Brendan: "Mom, why did Bob think that I drew these pictures as he described? I didn't have that in my mind....The Santa drawing and the whale in the sky drawing and the other drawings. I didn't plan it or have it in my mind while I drew." His mother added, not to her son but to me in an email:  "But Brendan did agree  that your descriptions matched  the outcome but he never thought of it like this himself."

This candid and revealing comment supports what we have been saying, that a child's drawing is the product of preconscious  intuition. Brendan may not recognize the source but he did recognize the validity of my comments. It adds weight to my point that children invest all subjects with a kind of mythical presence but without necessarily being aware of it.

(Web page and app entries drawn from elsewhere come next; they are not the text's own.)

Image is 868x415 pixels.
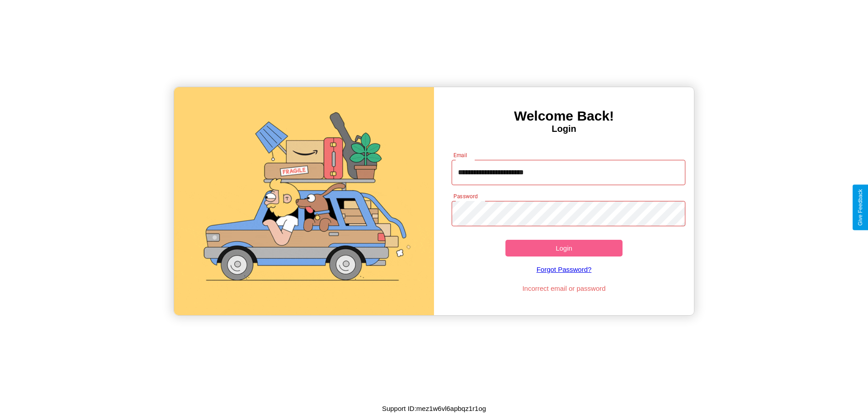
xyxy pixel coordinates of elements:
p: Support ID: mez1w6vl6apbqz1r1og [382,403,486,415]
label: Password [453,193,478,200]
a: Forgot Password? [447,257,681,282]
div: Give Feedback [857,190,863,226]
label: Email [453,152,467,159]
img: gif [174,87,434,316]
p: Incorrect email or password [447,282,681,294]
h4: Login [434,124,693,134]
button: Login [505,240,622,257]
h3: Welcome Back! [434,109,693,124]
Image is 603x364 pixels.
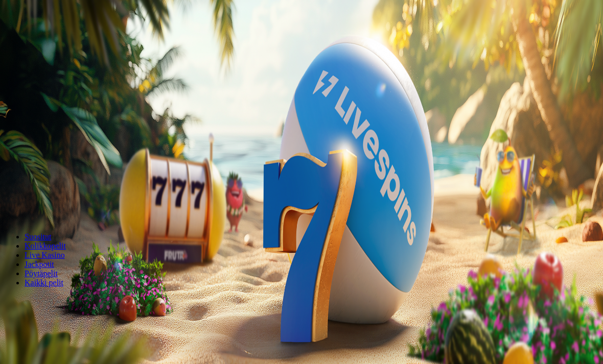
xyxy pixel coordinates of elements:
[24,242,66,250] a: Kolikkopelit
[24,251,65,260] a: Live Kasino
[24,270,58,278] span: Pöytäpelit
[24,233,51,241] a: Suositut
[24,278,63,287] span: Kaikki pelit
[24,260,54,269] a: Jackpotit
[4,215,600,287] nav: Lobby
[4,215,600,307] header: Lobby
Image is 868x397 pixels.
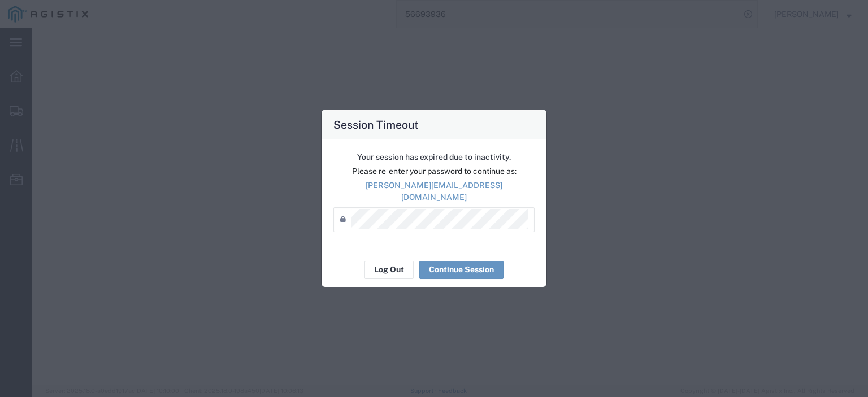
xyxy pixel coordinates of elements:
p: Your session has expired due to inactivity. [334,151,534,164]
h4: Session Timeout [334,116,419,133]
button: Continue Session [419,261,503,279]
button: Log Out [364,261,414,279]
p: [PERSON_NAME][EMAIL_ADDRESS][DOMAIN_NAME] [334,180,534,204]
p: Please re-enter your password to continue as: [334,166,534,177]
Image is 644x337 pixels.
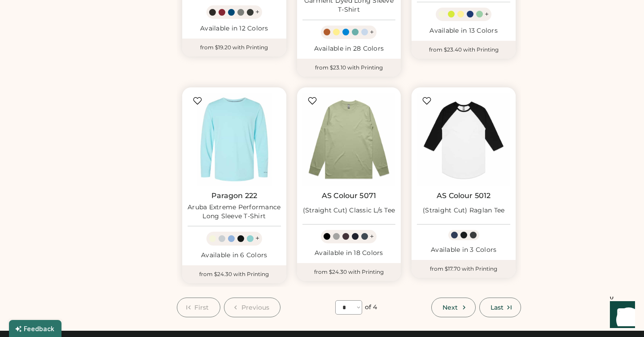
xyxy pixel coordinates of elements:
div: of 4 [365,303,377,312]
div: (Straight Cut) Classic L/s Tee [303,206,395,215]
button: Previous [224,298,281,317]
span: Next [442,304,457,311]
img: Paragon 222 Aruba Extreme Performance Long Sleeve T-Shirt [188,93,281,186]
div: + [255,7,260,17]
div: + [370,232,374,241]
div: + [484,10,489,19]
button: First [177,298,220,317]
a: Paragon 222 [211,191,258,200]
div: Available in 18 Colors [303,249,396,258]
div: + [255,234,260,243]
div: (Straight Cut) Raglan Tee [423,206,504,215]
div: from $17.70 with Printing [411,260,515,278]
span: Previous [242,304,270,311]
div: Available in 6 Colors [188,251,281,260]
div: from $24.30 with Printing [297,263,401,281]
div: Available in 28 Colors [303,44,396,53]
div: from $24.30 with Printing [182,265,286,283]
button: Last [479,298,521,317]
div: Available in 13 Colors [417,26,510,35]
div: from $19.20 with Printing [182,39,286,57]
span: First [194,304,209,311]
div: from $23.10 with Printing [297,59,401,76]
div: Aruba Extreme Performance Long Sleeve T-Shirt [188,203,281,221]
div: Available in 12 Colors [188,24,281,33]
span: Last [490,304,503,311]
a: AS Colour 5071 [322,191,376,200]
a: AS Colour 5012 [437,191,490,200]
div: from $23.40 with Printing [411,41,515,59]
iframe: Front Chat [601,297,640,335]
div: Available in 3 Colors [417,246,510,255]
img: AS Colour 5012 (Straight Cut) Raglan Tee [417,93,510,186]
button: Next [431,298,475,317]
div: + [370,27,374,37]
img: AS Colour 5071 (Straight Cut) Classic L/s Tee [303,93,396,186]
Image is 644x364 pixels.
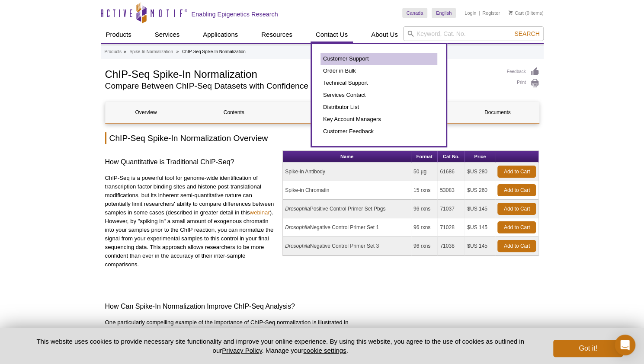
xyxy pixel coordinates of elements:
[285,224,309,230] i: Drosophila
[509,8,544,18] li: (0 items)
[222,347,261,354] a: Privacy Policy
[182,49,246,54] li: ChIP-Seq Spike-In Normalization
[21,337,539,355] p: This website uses cookies to provide necessary site functionality and improve your online experie...
[193,102,275,123] a: Contents
[105,157,276,168] h3: How Quantitative is Traditional ChIP-Seq?
[321,126,437,137] a: Customer Feedback
[283,162,411,181] td: Spike-in Antibody
[256,27,298,43] a: Resources
[498,165,536,178] a: Add to Cart
[129,48,173,56] a: Spike-In Normalization
[479,8,480,18] li: |
[105,301,539,312] h3: How Can Spike-In Normalization Improve ChIP-Seq Analysis?
[283,237,411,255] td: Negative Control Primer Set 3
[411,237,438,255] td: 96 rxns
[105,132,539,144] h2: ChIP-Seq Spike-In Normalization Overview
[411,162,438,181] td: 50 µg
[465,181,496,200] td: $US 260
[283,151,411,162] th: Name
[514,30,539,37] span: Search
[553,340,623,357] button: Got it!
[498,240,536,252] a: Add to Cart
[411,219,438,237] td: 96 rxns
[498,203,536,215] a: Add to Cart
[438,237,465,255] td: 71038
[283,181,411,200] td: Spike-in Chromatin
[465,237,496,255] td: $US 145
[285,206,309,212] i: Drosophila
[507,79,539,88] a: Print
[198,27,243,43] a: Applications
[498,222,536,233] a: Add to Cart
[411,181,438,200] td: 15 rxns
[304,347,346,354] button: cookie settings
[465,151,496,162] th: Price
[411,200,438,219] td: 96 rxns
[509,10,513,15] img: Your Cart
[321,89,437,101] a: Services Contact
[281,102,363,123] a: Data
[507,67,539,77] a: Feedback
[366,27,403,43] a: About Us
[457,102,538,123] a: Documents
[285,243,309,249] i: Drosophila
[432,8,456,18] a: English
[321,101,437,113] a: Distributor List
[403,27,544,41] input: Keyword, Cat. No.
[512,30,542,38] button: Search
[250,209,270,216] a: webinar
[124,49,126,54] li: »
[321,113,437,126] a: Key Account Managers
[105,67,499,80] h1: ChIP-Seq Spike-In Normalization
[321,52,437,65] a: Customer Support
[321,77,437,89] a: Technical Support
[411,151,438,162] th: Format
[283,200,411,219] td: Positive Control Primer Set Pbgs
[105,174,276,269] p: ChIP-Seq is a powerful tool for genome-wide identification of transcription factor binding sites ...
[465,200,496,219] td: $US 145
[614,334,635,355] div: Open Intercom Messenger
[482,10,500,16] a: Register
[438,151,465,162] th: Cat No.
[150,27,185,43] a: Services
[402,8,428,18] a: Canada
[438,162,465,181] td: 61686
[321,65,437,77] a: Order in Bulk
[106,102,187,123] a: Overview
[509,10,524,16] a: Cart
[465,162,496,181] td: $US 280
[311,27,353,43] a: Contact Us
[498,185,536,196] a: Add to Cart
[105,82,499,90] h2: Compare Between ChIP-Seq Datasets with Confidence
[438,181,465,200] td: 53083
[191,10,278,18] h2: Enabling Epigenetics Research
[465,10,476,16] a: Login
[177,49,179,54] li: »
[465,219,496,237] td: $US 145
[283,219,411,237] td: Negative Control Primer Set 1
[105,48,122,56] a: Products
[100,27,137,43] a: Products
[438,219,465,237] td: 71028
[438,200,465,219] td: 71037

* Animals have always played a role in myth making. This drawing  represents a concern for living harmoniously with the environment and those who dwell within it. It is no romantic fantasy but a matter of survival and children are quick to realize this truth. Environmental education is vitally important and ‘daily drawing' as a way of experiencing empathy is meant to be part of it. As Native cultures have claimed repeatedly, the land and all who inhabit the land, must be treated as sacred and mythic. Having children draw themes from nature in ways that promote empathy will help them enter mythic space. And over time, it will help create  a critical mass of  adults  prepared  to undertake the reforms needed to save the planet. Introducing the myths of other times and other cultures is a step in this direction, a step towards universal understanding, peace and harmony.

DRAWING TWELVE:   "PARADE"     GEOFFREY (10)

Parade
click on picture to see the full-sized version

*I will bring this survey of astonishing drawings to a close by including the one that graced the cover of my first book, "Draw Me a Story"! You will agree, perhaps, that it is sensitively and flawlessly designed. The theme is lighthearted, like th circus music that is part of this parade. Indeed, it strikes me as a composition infused with music.

* If he had thoughts about drawing the  parade as though viewed from the sidewalk, he rejected the notion. Nor is it a view from a low flying helicopter. Rather, it is an exquisite arrangement of some eighty circus parade elements arranged as informal rectangles spread out as no photograph could manage. There is a full band with drum major, a parade proper with elephants and caged lions and houses line up on a street with observers. Four groups of sidewalk enthusiasts - including one using a hoola hoop - a balloon vendor,  a house with small children fenced in and, in a completely unrelated anecdote, a boy playing street hockey.  

* "Parade" offers a neat solution to the problem of color in the ‘daily draw'. In other Network pamphlets we have taken the  position that  line -  not tone, not texture, not color, but line - is the drawing technique most conducive to language expression.  Line offers a level of specificity  to the story the child wishes to tell. It  has the advantage of immediacy and, incidently,  of taking much less time than other techniques.  Children get caught-up in the coloring-in process, a discipline suitable for  arts and crafts , but not when language-use is the focus. But, I hear you saying, children love color - and so they do.  Geoffrey offers a solution in  "Parade"! He drew in line but used colored line. Colored markers, pencils, ballpoints, colored ink and old fashioned straight pens, all are available and all  satisfy the need for line and color. (As a transition to painting, it would be a short step from colored line to colored line-wash paintings executed in the arts and crafts period at school or at home, without interfering with  the "daily draw".